Yes. Enter the scan date and the gestational age recorded at the scan. The calculator back-calculates the LMP equivalent, then estimates conception about 14 days after that anchor. Treat the result as an explanation of the scan timeline rather than a replacement for the due date assigned by your clinician.

What if I know the conception date or ovulation date already?

Use the known conception or ovulation mode. It projects the estimated due date 266 days later and shows the LMP-equivalent date used for gestational dating. If you only know a possible intercourse date, remember that sperm survival can make the actual conception timing later than intercourse.

Why does my result differ from an ultrasound?

Ultrasound can date a pregnancy more accurately than LMP when the early scan is done in the first trimester, especially if the cycle is irregular or the last period date is uncertain. If the two estimates do not match, clinicians usually rely on the best available dating scan.

Can irregular cycles make the conception estimate less accurate?

Yes. Irregular cycles can shift ovulation much earlier or later than the average pattern used in most date-based calculations.

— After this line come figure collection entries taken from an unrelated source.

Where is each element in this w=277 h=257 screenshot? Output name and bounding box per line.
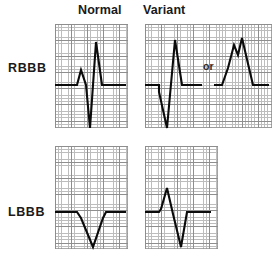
ecg-waveform-rbbb-variant-right bbox=[214, 38, 269, 85]
ecg-waveform-rbbb-variant-left bbox=[145, 40, 202, 128]
ecg-waveform-lbbb-normal bbox=[55, 212, 126, 247]
column-header-normal: Normal bbox=[78, 3, 122, 17]
ecg-panel-lbbb-normal bbox=[55, 146, 128, 249]
or-connector-label: or bbox=[203, 60, 214, 72]
ecg-trace-rbbb-normal bbox=[55, 24, 128, 128]
ecg-waveform-rbbb-normal bbox=[55, 42, 126, 128]
ecg-panel-rbbb-normal bbox=[55, 24, 128, 128]
ecg-panel-lbbb-variant bbox=[145, 146, 218, 249]
ecg-trace-rbbb-variant bbox=[145, 24, 272, 128]
ecg-panel-rbbb-variant bbox=[145, 24, 272, 128]
ecg-trace-lbbb-variant bbox=[145, 146, 218, 249]
row-label-rbbb: RBBB bbox=[8, 61, 47, 75]
ecg-figure: Normal Variant RBBB LBBB or bbox=[0, 0, 277, 257]
row-label-lbbb: LBBB bbox=[8, 205, 45, 219]
ecg-trace-lbbb-normal bbox=[55, 146, 128, 249]
ecg-waveform-lbbb-variant bbox=[145, 188, 211, 247]
column-header-variant: Variant bbox=[143, 3, 185, 17]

In that situation the result is best treated as a range, and an early pregnancy scan may give a more useful dating reference.

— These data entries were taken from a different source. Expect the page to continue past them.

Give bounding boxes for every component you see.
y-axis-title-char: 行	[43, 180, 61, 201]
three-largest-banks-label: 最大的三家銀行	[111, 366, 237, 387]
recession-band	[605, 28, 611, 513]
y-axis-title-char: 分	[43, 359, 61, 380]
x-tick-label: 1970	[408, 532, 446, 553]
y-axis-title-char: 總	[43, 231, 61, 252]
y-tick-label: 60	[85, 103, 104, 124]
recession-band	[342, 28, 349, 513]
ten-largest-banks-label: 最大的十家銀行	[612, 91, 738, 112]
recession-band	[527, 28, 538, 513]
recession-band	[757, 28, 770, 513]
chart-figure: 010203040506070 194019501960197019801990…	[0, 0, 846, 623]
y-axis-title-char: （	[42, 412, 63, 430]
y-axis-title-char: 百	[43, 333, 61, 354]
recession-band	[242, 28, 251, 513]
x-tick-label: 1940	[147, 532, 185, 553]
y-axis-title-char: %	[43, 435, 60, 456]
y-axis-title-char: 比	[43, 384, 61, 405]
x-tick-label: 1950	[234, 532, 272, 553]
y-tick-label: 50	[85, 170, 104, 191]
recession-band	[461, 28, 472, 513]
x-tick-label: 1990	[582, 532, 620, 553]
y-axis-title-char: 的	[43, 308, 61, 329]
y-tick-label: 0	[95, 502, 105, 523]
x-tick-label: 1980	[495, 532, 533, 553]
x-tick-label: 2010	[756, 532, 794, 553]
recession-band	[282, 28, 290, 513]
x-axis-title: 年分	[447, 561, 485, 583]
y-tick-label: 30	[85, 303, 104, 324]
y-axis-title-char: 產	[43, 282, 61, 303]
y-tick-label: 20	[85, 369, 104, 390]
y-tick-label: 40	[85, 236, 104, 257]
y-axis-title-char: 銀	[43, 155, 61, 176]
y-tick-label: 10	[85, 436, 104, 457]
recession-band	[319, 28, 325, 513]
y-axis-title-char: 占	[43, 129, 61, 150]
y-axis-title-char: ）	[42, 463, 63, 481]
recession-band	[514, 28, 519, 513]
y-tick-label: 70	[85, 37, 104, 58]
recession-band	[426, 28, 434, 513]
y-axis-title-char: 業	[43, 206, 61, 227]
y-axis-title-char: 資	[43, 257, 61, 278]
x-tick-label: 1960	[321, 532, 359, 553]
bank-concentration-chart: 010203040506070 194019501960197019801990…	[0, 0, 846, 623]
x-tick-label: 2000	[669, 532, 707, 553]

Is a conception calculator the same as a reverse due date calculator?

They overlap a lot, but the direction is different. A conception calculator often starts from a last period date or cycle length and works forward to a likely conception day, while a reverse due date calculator starts from a due date or birth date and works backwards. Both are estimating the same pregnancy timing window from different directions.

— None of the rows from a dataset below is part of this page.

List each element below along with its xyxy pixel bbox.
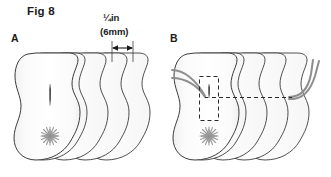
dimension-arrowhead-right	[127, 45, 133, 51]
panel-b-starburst-icon	[200, 127, 218, 145]
dimension-label-imperial: ¼in	[103, 13, 119, 23]
panel-b-slit-mark	[208, 84, 210, 98]
panel-a-slit-mark	[49, 84, 51, 106]
panel-a-label: A	[11, 33, 19, 44]
panel-a-stack	[14, 53, 150, 160]
panel-b-label: B	[170, 33, 178, 44]
dimension-label-metric: (6mm)	[100, 27, 129, 37]
panel-a-starburst-icon	[41, 127, 59, 145]
panel-b-stack	[172, 53, 319, 160]
figure-root: Fig 8 A B ¼in (6mm)	[0, 0, 331, 177]
figure-artwork	[0, 0, 331, 177]
figure-title: Fig 8	[27, 6, 55, 18]
dimension-arrowhead-left	[112, 45, 118, 51]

How many days after conception is the due date usually set?

A standard due date is often estimated as 266 days after conception, which is the same as about 38 weeks from conception or 40 weeks from the first day of the last menstrual period. This is a dating convention, not a guarantee of the actual delivery day.

Why can two conception calculators give different dates from the same pregnancy?

They may be using different anchors. One page may start from LMP, another from due date, and another from ultrasound or treatment timing. They may also assume different cycle lengths or ovulation timing. That is why the answer is best read as a timing estimate, not a confirmed event.

How much can a slightly longer or shorter cycle change the estimate?

Even a 2- to 4-day shift in the cycle assumption can move the likely conception date, fertile window, and projected due date. That is why the cycle-comparison sheet matters: it shows how sensitive the estimate is to the cycle length you choose.

Should I trust a conception estimate or an early ultrasound more?

If a first-trimester ultrasound is available, that is usually the stronger dating reference, especially when the last period date is uncertain or cycles are irregular. The conception estimate is most useful as the date-based starting point before scan information is available.

Can I use this calculator after IVF or embryo transfer?

You can use it for calendar context, but clinic dating should take priority. If embryo transfer or treatment timing is already known, that is usually a stronger anchor than an LMP-based estimate.